Supervisor Elham AbolFateh
Editor in Chief Mohamed Wadie

Today’s Important Goodreads ''Silent Spring'' by Rachel Carson


Thu 12 Sep 2019 | 01:34 PM
Ahmed Yasser

“Silent Spring” is as groundbreaking controversial and relevant today as it was when it was first published in 1962. It’s strange to read “Silent Spring” after more than 50 years from its publication in a handsome new edition from the America library .

Now it seems like a dispatch from a disappeared world in large part because of “Silent Spring”.

Carson’s book appeared first in serialized form in the New Yorker in June 1962, drawing much attention from other media and a promise by then-former president ”Kennedy” to investigate the claims in this book. A few weeks after Kennedy’s promise, the book itself came out.

The book jumped to the best-seller book list and stayed there for months, selling more than 600,000 copies in it’s first six months.

'Silent Spring by Rachel Carson'

The text includes strong accusations against the chemical industry and a call to look at how the use of chemicals can cause damage and impact the world around us. ”Carson” successfully demonstrates the fragility of the biopersity on the planet and emphasises how chemical use can have a large repercussions?.

The book argues that uncontrolled and unexamined pesticide kills not only animals and birds, but also humans.

”Silent Spring” is remembered as an attack on ”DDT” specifically, but Carson actually wrote about many products, presenting evidence that industrial bug- and weed-killers could upset entire ecosystems.

The losses from this wholesale drenching of the landscape with chemicals could be irrecoverable, she warned, as these substances totally outside the limits of biologic experience killed not only their target species but many other creatures as well beneficial insects, birds, small mammals and all aquatic.

Carson said: “For the first time in the history of the world every human being is now subjected to contact with dangerous chemicals, from the moment of conception until death.”

She added, Yet “Silent Spring” is more than a condemnation of industry it’s a condemnation of a thoughtless culture that would destroy the world for one dollar.

“Silent Spring” is typically taken as the summit of Carson’s career, but it’s an earlier essay, “Help Your Child to Wonder”, included in the Library of America edition.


Task instructions
Write out exactly the lines from the one with "pyautogui.click(x=<x>, y=<y>)" through the last line of the data below, but not the pictures.

Source data
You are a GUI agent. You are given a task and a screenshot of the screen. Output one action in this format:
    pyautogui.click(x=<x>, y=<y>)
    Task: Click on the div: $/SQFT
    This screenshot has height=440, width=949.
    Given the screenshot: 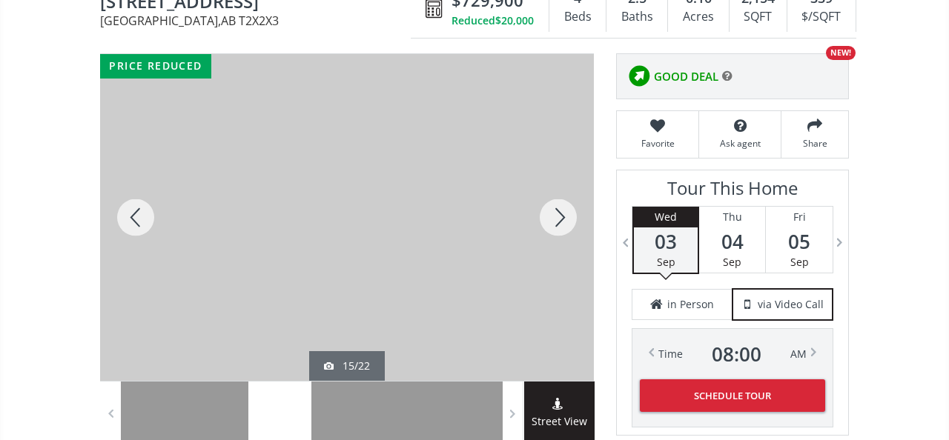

Exercise output
    pyautogui.click(x=<x>, y=<y>)
    Task: Click on the div: $/SQFT
    This screenshot has height=440, width=949.
    Given the screenshot: 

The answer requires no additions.